Top Veterans Affairs official hits back at AOC’s claim the VA doesn’t have enough money

Richard Stone, the Department of Veterans Affairs executive in charge, poked a hole in Rep. Alexandria Ocasio-Cortez’s claim the agency is not fully funded.

Stone was asked Monday during a House Committee on Veterans’ Affairs hearing on the trend of veterans committing suicide and, specifically, addressing the recent number of veterans committing suicide on VA property.

“I think having sat through the last couple hours here with me, you understand, well understand very well my answer. This is not a financial problem,” said Stone. “This is a problem of the society that we live in. And this is about the interpersonal connections that we each have, to each other as a society.

“I can hire another 20,000 mental health providers and what I can say to you is that people in crisis will get great care. And they will come in or be seen in the same day as they are today,” Stone said. “I can hire additional people for at risk, but this is about moving to the left, moving towards the fact that we need to reduce risk. And it goes back to your colleagues’ comments earlier about whole health and identifying what connects us as humans, to other humans, and finding stabilization, as a society, that is much different than it was for those veterans that came home 30, 40, and 50 years ago.”

[Related: Veterans slam Ocasio-Cortez for her fierce defense of the VA]

During the hearing, the VA officials noted how of the more than 20 veterans who commit suicide every day, only a fraction of them are receiving care through the VA, with a majority never accessing the resources available to them.

The hearing took place hours after a veteran committed suicide at the Cleveland VA Medical Center, according to Fox 8.

After the hearing, Stone told the Washington Examiner the issue of veteran suicide is a multifaceted one that money alone cannot solve.

“Ten years ago we had a $4 billion budget for mental health, today I have an $8.9 billion budget for mental health,” he said. “I’ve doubled the number of mental health providers over these years, but yet we haven’t changed the suicide rate. What I’m saying this is not just about adding more personnel. Certainly we can always add more personnel and we can go move from one to two day wait time for mental health.”

When asked by another reporter what the VA needs from Congress right now, instead of saying money, Stone said the bureaucracy needs be clearer and faster on certain issues.

“No. 1, we need clarity on the never-activated guardsmen and reservists: Are they veterans or aren’t they veterans? Should they be allowed to come in?” he said. “Our option is, we’re here. We have an established system. These are people who had served in uniform. The fact they just weren’t activated shouldn’t keep them from coming in.”

Stone said it takes too long to build new intake centers, as approval can take four to seven years before construction begins: “We need to be much more agile in that.”

Stone’s comments are in stark contrast to New York Democrat Ocasio-Cortez’s insistence that the VA is not fully funded, at least when it comes to preventing veteran suicide.

The VA’s budget is more than $200 billion. The department has requested a total of $220.2 billion for fiscal 2020, a 9.6% increase from the previous fiscal year.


ACTIVITY | Take the entries that follow and return only the lines from the one with "is (294, 638)." through the final line, leaving every picture behind.

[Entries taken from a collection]
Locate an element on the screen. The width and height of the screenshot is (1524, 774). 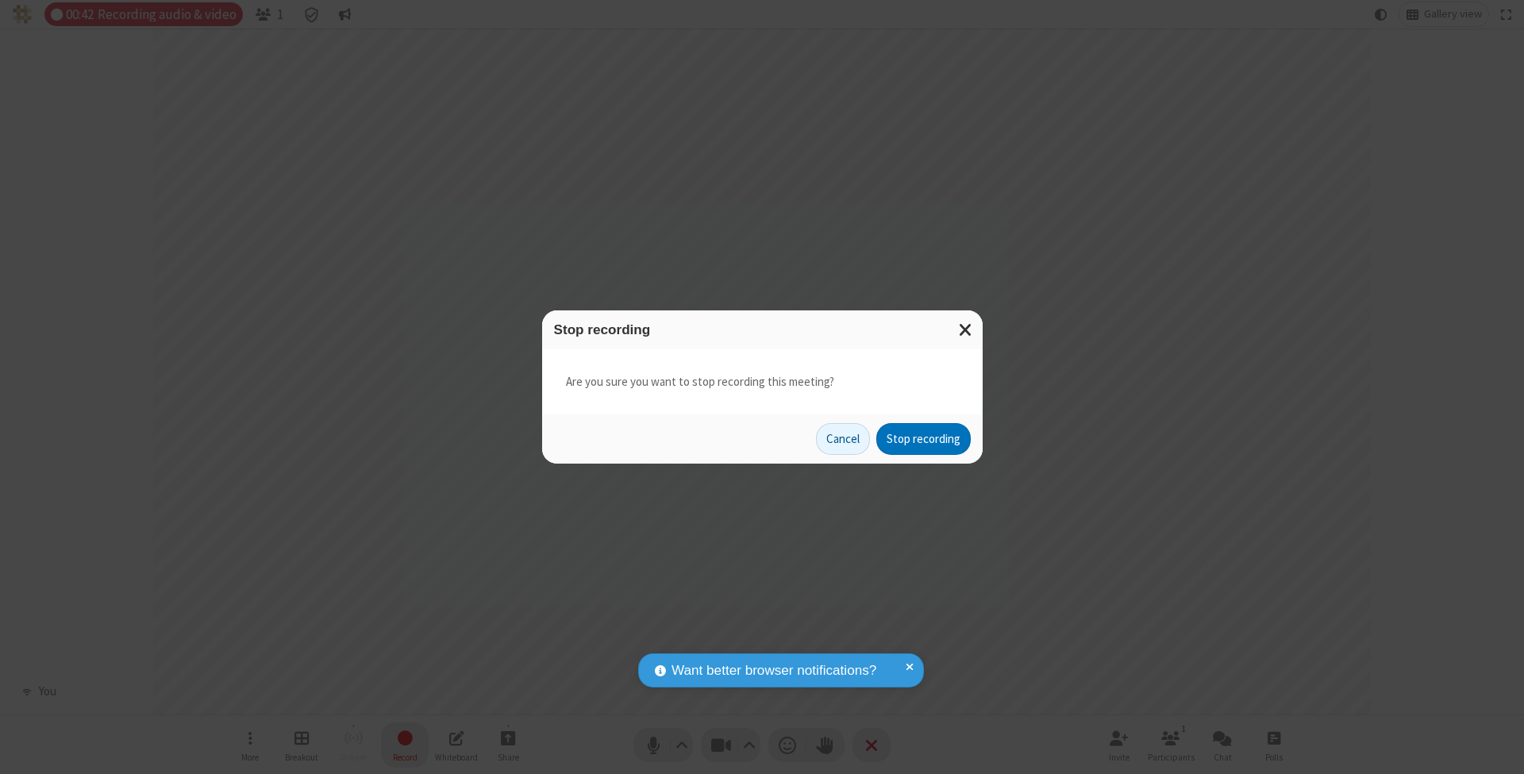
h3: Stop recording is located at coordinates (762, 329).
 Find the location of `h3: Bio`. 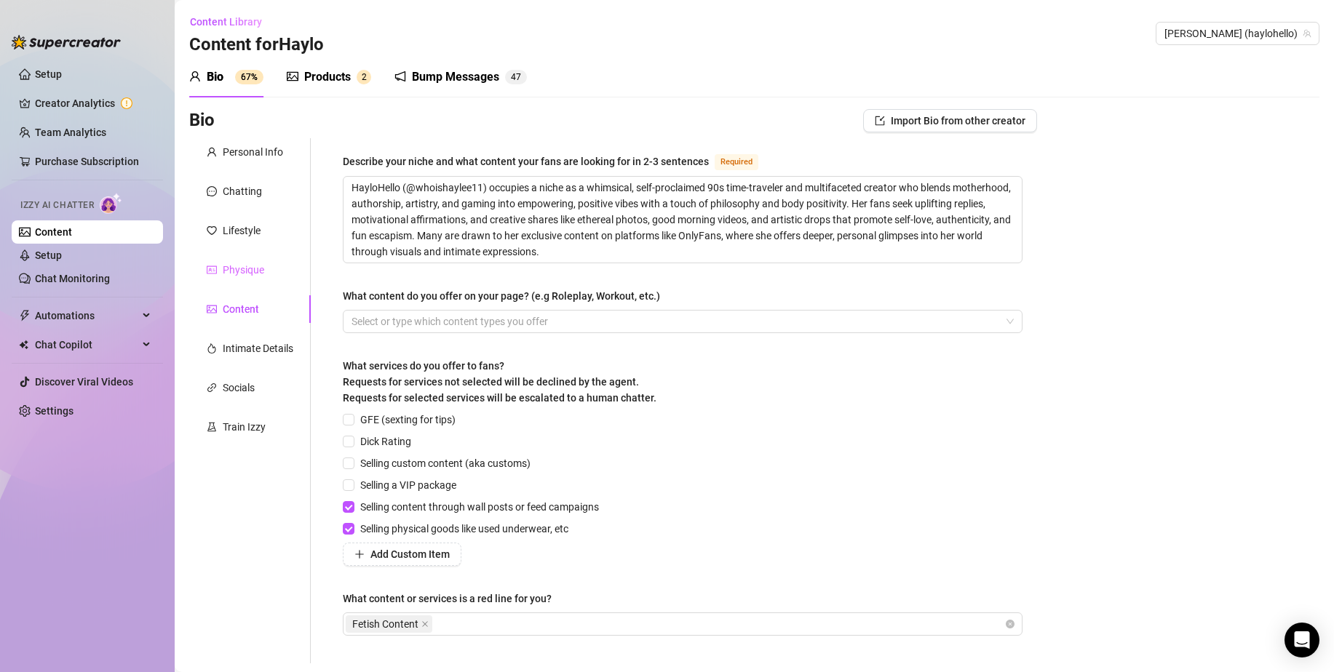

h3: Bio is located at coordinates (202, 121).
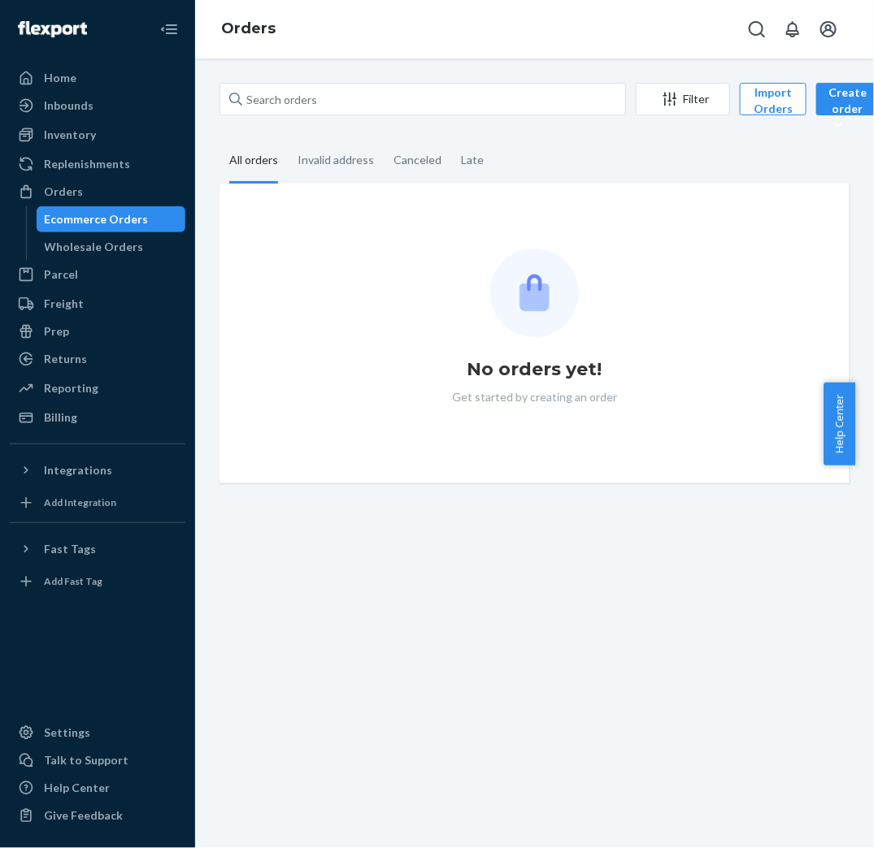 This screenshot has width=874, height=848. Describe the element at coordinates (78, 471) in the screenshot. I see `div: Integrations` at that location.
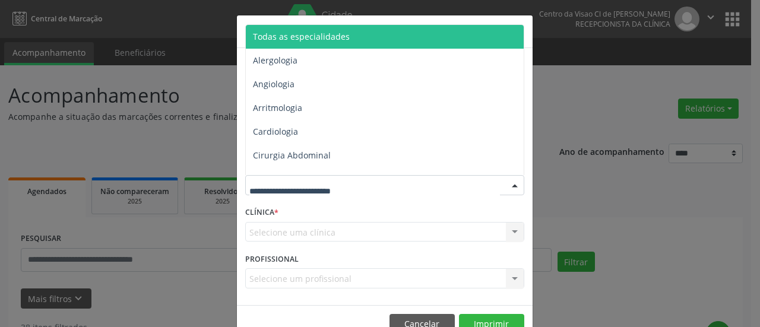 This screenshot has height=327, width=760. Describe the element at coordinates (301, 36) in the screenshot. I see `span: Todas as especialidades` at that location.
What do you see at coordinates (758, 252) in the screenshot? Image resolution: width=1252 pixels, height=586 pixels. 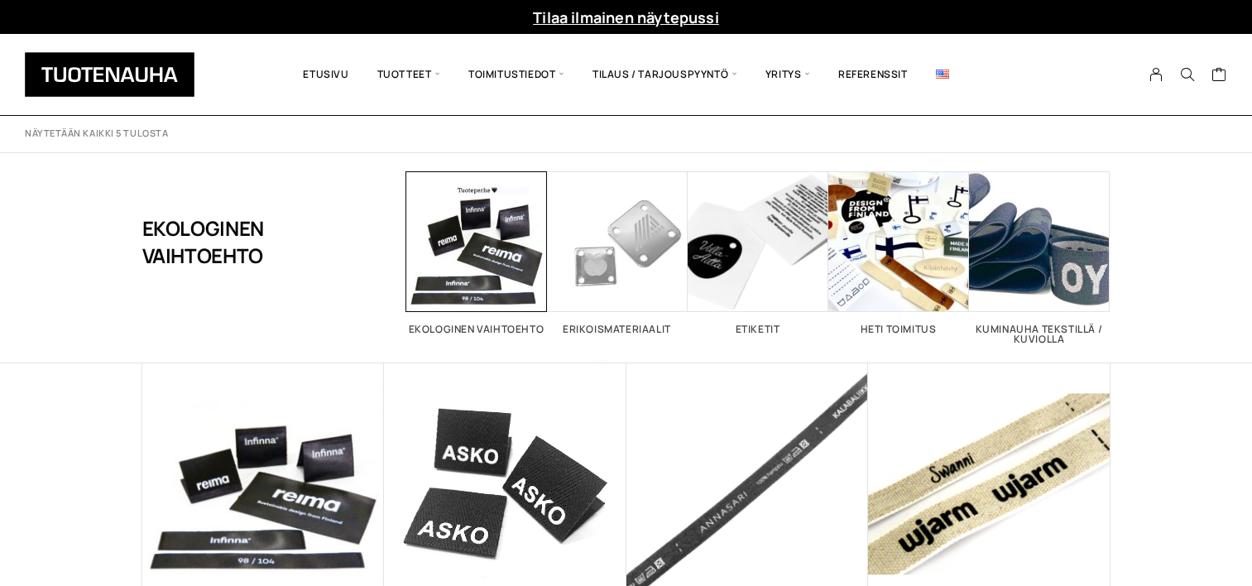 I see `a: Visit product category Etiketit` at bounding box center [758, 252].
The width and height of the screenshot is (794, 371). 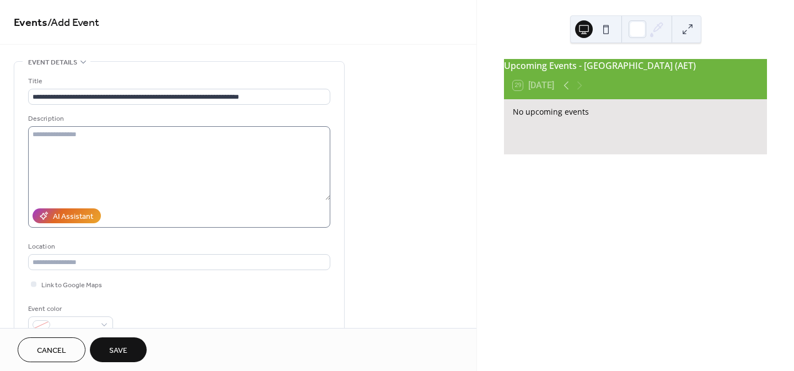 What do you see at coordinates (69, 309) in the screenshot?
I see `div: Event color` at bounding box center [69, 309].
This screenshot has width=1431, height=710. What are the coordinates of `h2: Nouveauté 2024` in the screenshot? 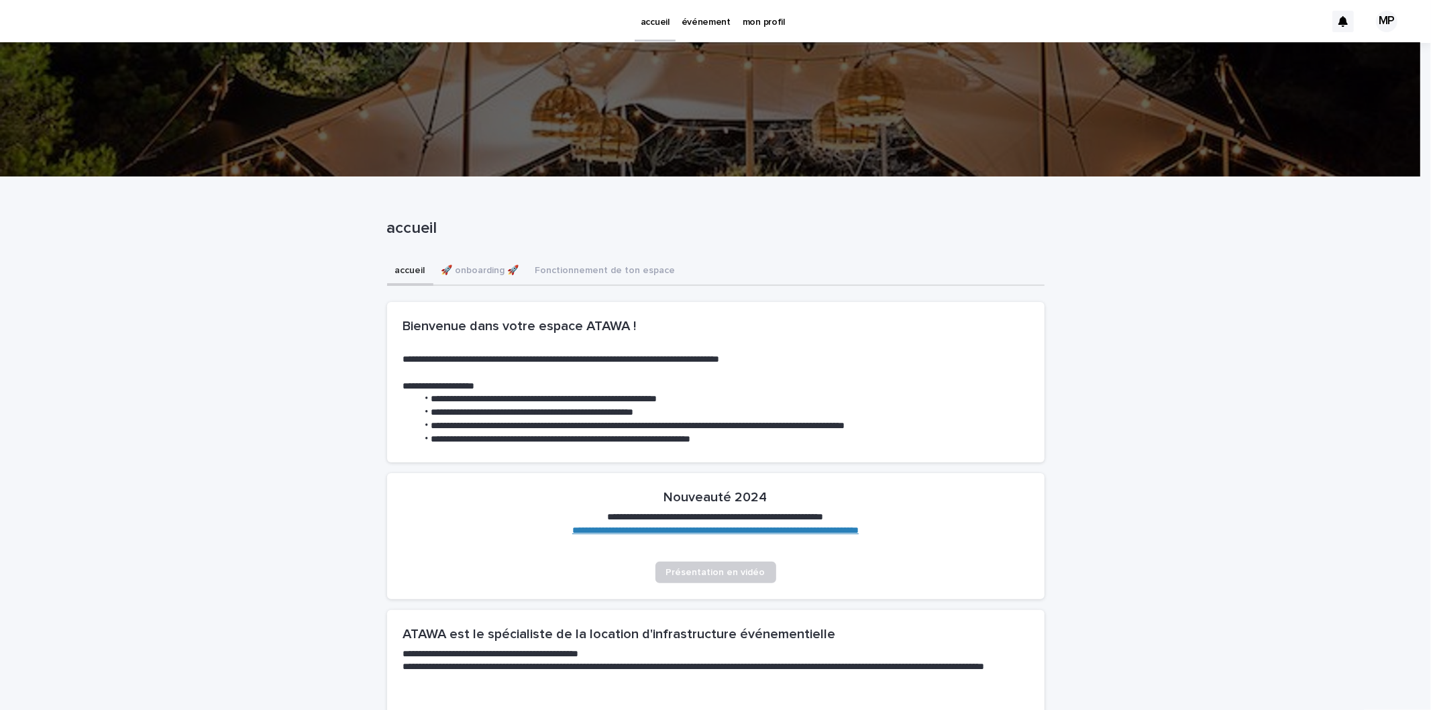 It's located at (716, 497).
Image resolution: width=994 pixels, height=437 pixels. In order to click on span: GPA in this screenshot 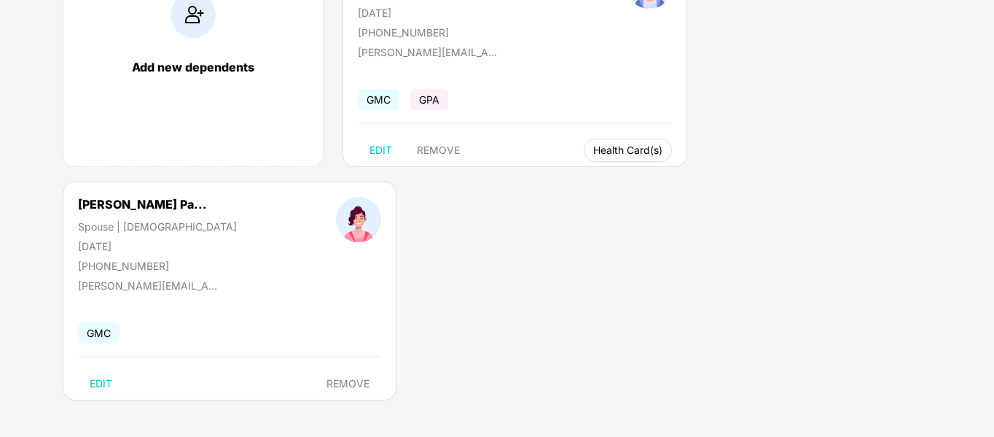, I will do `click(429, 99)`.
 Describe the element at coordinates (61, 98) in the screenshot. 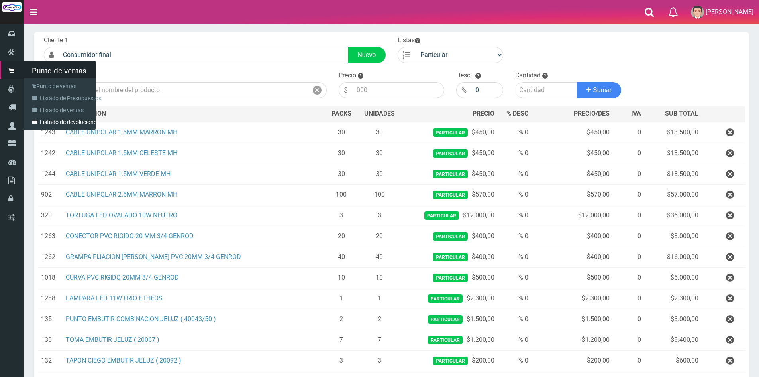

I see `a: Listado de Presupuestos` at that location.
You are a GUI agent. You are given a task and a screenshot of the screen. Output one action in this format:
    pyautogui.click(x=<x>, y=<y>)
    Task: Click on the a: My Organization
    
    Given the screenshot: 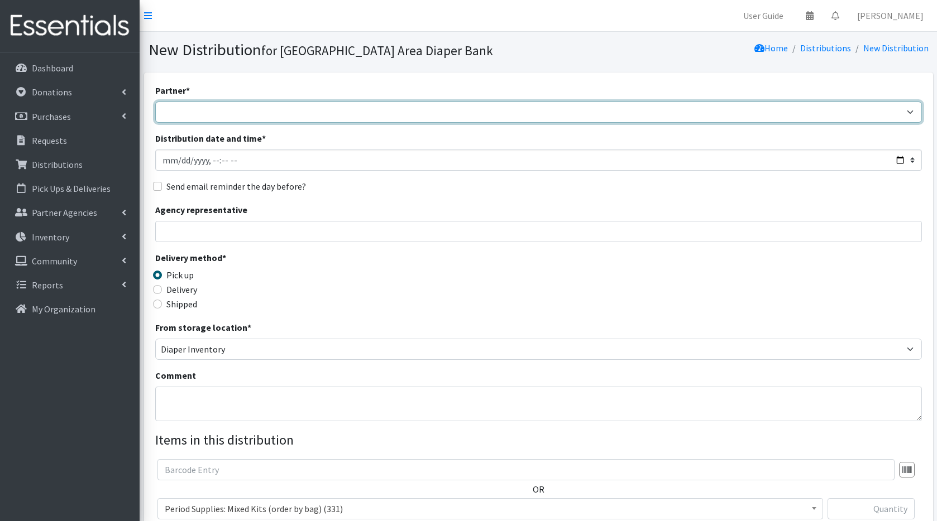 What is the action you would take?
    pyautogui.click(x=70, y=309)
    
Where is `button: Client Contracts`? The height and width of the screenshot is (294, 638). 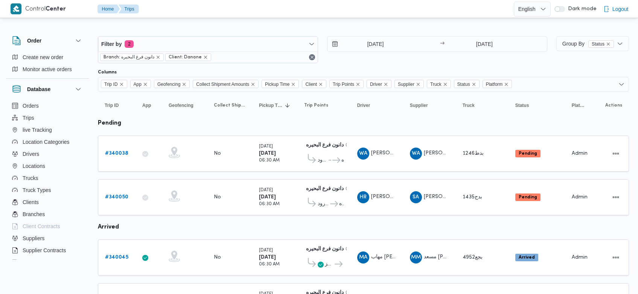
button: Client Contracts is located at coordinates (47, 226).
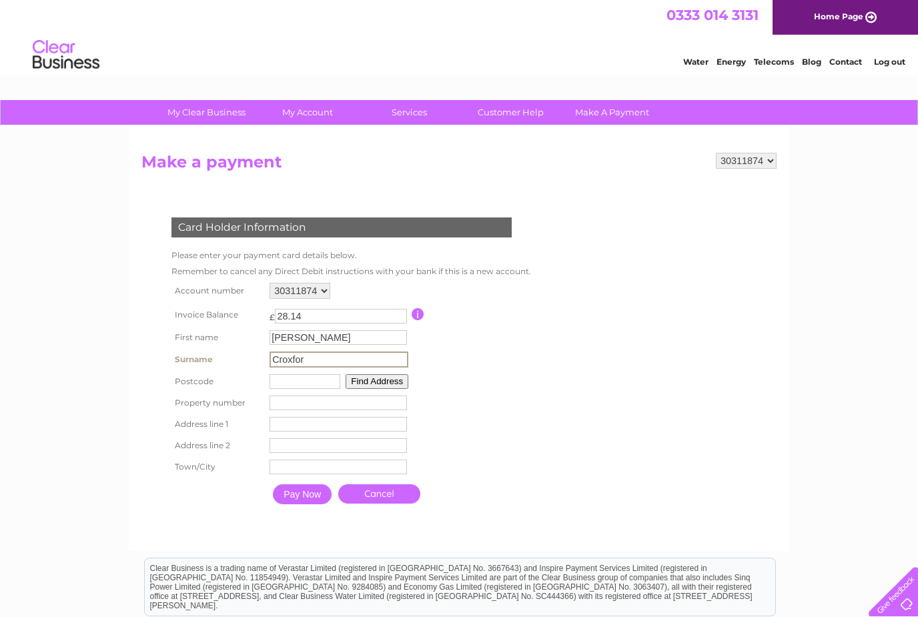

RESULT OF THIS EXERCISE |
Where is `button: Client Contracts`? The height and width of the screenshot is (294, 638). 
button: Client Contracts is located at coordinates (47, 226).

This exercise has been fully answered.